Alan Jones and Michael Ball get behind Southern Highlands Cockatoo Coal fight, but still no sign of Nicole Kidman

Alan Jones and Michael Ball get behind Southern Highlands Cockatoo Coal fight, but still no sign of Nicole Kidman
Jonathan ChancellorDecember 8, 2020

Secretive tactics by the POSCO Korean coal mining enterprise have shocked businessman Michael Ball, the vendor of a Southern Highlands property who thought he was selling his land to an agricultural company.

Ball found out the farm sold to shelf company Aurelius Rural Pty Ltd, which actually wanted to establish itself on the beef cattle farm for mining purposes. Wongonbra was marketed by estate agents as arguably the best available large rural landholding in the Southern Highlands.

"Well, clearly it's deceitful because they pretended all the way through the negotiations that they were solely interested in farming – cattle farming," Ball says.

"I expected them to be farmers with the long-term view to cutting it up into hundred-acre blocks as they said they would do," he told Channel 7 reporter Bryan Seymour.

"Because this is our legacy, this is Australia, That's what we must pass on. Australia's long-term future is as a food bowl and as a place for visitors and for residents all of which have been endangered by this type of activity," Ball says. He has given support to the local Southern Highland Coal Action Group.

The retired advertising legend and Liberal Party stalwart thinks Australian politicians have gone “mining mad”.

The blue-ribbon conservative, who chairs the Bradman Foundation, suggests he’s become a radical activist.

Quentin Dempster on the ABC 7.30 Report noted the secretive practice had made the small community “more determined than ever to stop mining”.

The highlands coal sits underneath a water aquifer.

"No one has a clue of the geology of aquifers,” Ball told The Australian.

“Once fractured, there's no possibility for them to be fixed. You can't mine without fracturing the aquifer."

Peter Martin, a neighbour and the convener of the Southern Highland Coal Action Group, says governments are allowing miners to come into some of the best parts of Australia and “ruin them".

It's the latest action in a nationwide public fight against the coal mining industry.

"They're [the coal companies] not going to get there, they think they are and I'm saying to these people you might have a license, it's not worth two bob ‘cause you're going to have to run over the public first," 2GB broadcaster Alan Jones says. He has a home in the highlands, so will lead a weekend rally against the mining encroach.

"If this is the devious way these people are going about things, then the game is up.

“Overseas interests, a stack of them, Korean in particular and Chinese interests, Shen Wah and those companies, are buying prime agricultural land they will desecrate and despoil that land and at the end of thirty years when the license expires we'll be left, or our children will be left with the residue," Jones says.

Property owners fighting coal seam gas mining exploration around precious aquifers of the Southern Highlands have been hoping – to no avail so far – that local rural estate owners Nicole Kidman and Keith Urban will soon join their battle.

Wingecarribee Shire Council also opposes the potential expansion of coal seam gas and new coal mining in the shire.

 

 

Jonathan Chancellor

Jonathan Chancellor is one of Australia's most respected property journalists, having been at the top of the game since the early 1980s. Jonathan co-founded the property industry website Property Observer and has written for national and international publications.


• _What is needed_: Each record that follows must be reproduced exactly.
Data for analysis: Begin
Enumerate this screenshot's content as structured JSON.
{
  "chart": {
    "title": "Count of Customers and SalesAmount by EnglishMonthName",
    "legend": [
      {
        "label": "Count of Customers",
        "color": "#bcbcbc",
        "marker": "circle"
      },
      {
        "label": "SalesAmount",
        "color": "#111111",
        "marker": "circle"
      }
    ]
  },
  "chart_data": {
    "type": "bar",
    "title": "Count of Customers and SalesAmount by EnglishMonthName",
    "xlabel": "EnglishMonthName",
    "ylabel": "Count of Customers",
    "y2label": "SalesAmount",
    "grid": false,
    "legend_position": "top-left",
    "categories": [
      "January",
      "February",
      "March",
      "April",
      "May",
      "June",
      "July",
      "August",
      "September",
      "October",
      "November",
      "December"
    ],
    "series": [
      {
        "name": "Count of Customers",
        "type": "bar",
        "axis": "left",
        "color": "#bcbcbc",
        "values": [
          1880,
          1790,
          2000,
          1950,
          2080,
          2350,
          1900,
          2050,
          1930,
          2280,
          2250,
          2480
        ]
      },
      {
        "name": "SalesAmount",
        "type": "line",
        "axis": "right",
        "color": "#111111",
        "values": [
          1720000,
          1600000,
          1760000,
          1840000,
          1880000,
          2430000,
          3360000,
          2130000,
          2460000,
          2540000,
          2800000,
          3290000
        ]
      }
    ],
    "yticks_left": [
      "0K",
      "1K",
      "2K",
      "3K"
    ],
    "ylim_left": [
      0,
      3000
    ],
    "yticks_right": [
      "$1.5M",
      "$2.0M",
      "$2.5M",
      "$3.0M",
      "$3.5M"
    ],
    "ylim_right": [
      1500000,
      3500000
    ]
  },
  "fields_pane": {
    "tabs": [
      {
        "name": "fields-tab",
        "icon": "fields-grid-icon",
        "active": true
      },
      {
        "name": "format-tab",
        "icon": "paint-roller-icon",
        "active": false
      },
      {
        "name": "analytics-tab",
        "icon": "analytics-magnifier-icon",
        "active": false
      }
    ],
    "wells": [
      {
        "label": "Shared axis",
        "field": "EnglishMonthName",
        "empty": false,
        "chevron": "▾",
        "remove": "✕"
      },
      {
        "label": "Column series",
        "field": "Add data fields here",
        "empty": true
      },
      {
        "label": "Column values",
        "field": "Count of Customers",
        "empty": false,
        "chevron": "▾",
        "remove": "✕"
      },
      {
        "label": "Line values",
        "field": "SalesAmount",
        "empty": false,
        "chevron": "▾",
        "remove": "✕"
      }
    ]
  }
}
Data for analysis: End
• _Task output_:
Enumerate this screenshot's content as structured JSON.
{
  "chart": {
    "title": "Count of Customers and SalesAmount by EnglishMonthName",
    "legend": [
      {
        "label": "Count of Customers",
        "color": "#bcbcbc",
        "marker": "circle"
      },
      {
        "label": "SalesAmount",
        "color": "#111111",
        "marker": "circle"
      }
    ]
  },
  "chart_data": {
    "type": "bar",
    "title": "Count of Customers and SalesAmount by EnglishMonthName",
    "xlabel": "EnglishMonthName",
    "ylabel": "Count of Customers",
    "y2label": "SalesAmount",
    "grid": false,
    "legend_position": "top-left",
    "categories": [
      "January",
      "February",
      "March",
      "April",
      "May",
      "June",
      "July",
      "August",
      "September",
      "October",
      "November",
      "December"
    ],
    "series": [
      {
        "name": "Count of Customers",
        "type": "bar",
        "axis": "left",
        "color": "#bcbcbc",
        "values": [
          1880,
          1790,
          2000,
          1950,
          2080,
          2350,
          1900,
          2050,
          1930,
          2280,
          2250,
          2480
        ]
      },
      {
        "name": "SalesAmount",
        "type": "line",
        "axis": "right",
        "color": "#111111",
        "values": [
          1720000,
          1600000,
          1760000,
          1840000,
          1880000,
          2430000,
          3360000,
          2130000,
          2460000,
          2540000,
          2800000,
          3290000
        ]
      }
    ],
    "yticks_left": [
      "0K",
      "1K",
      "2K",
      "3K"
    ],
    "ylim_left": [
      0,
      3000
    ],
    "yticks_right": [
      "$1.5M",
      "$2.0M",
      "$2.5M",
      "$3.0M",
      "$3.5M"
    ],
    "ylim_right": [
      1500000,
      3500000
    ]
  },
  "fields_pane": {
    "tabs": [
      {
        "name": "fields-tab",
        "icon": "fields-grid-icon",
        "active": true
      },
      {
        "name": "format-tab",
        "icon": "paint-roller-icon",
        "active": false
      },
      {
        "name": "analytics-tab",
        "icon": "analytics-magnifier-icon",
        "active": false
      }
    ],
    "wells": [
      {
        "label": "Shared axis",
        "field": "EnglishMonthName",
        "empty": false,
        "chevron": "▾",
        "remove": "✕"
      },
      {
        "label": "Column series",
        "field": "Add data fields here",
        "empty": true
      },
      {
        "label": "Column values",
        "field": "Count of Customers",
        "empty": false,
        "chevron": "▾",
        "remove": "✕"
      },
      {
        "label": "Line values",
        "field": "SalesAmount",
        "empty": false,
        "chevron": "▾",
        "remove": "✕"
      }
    ]
  }
}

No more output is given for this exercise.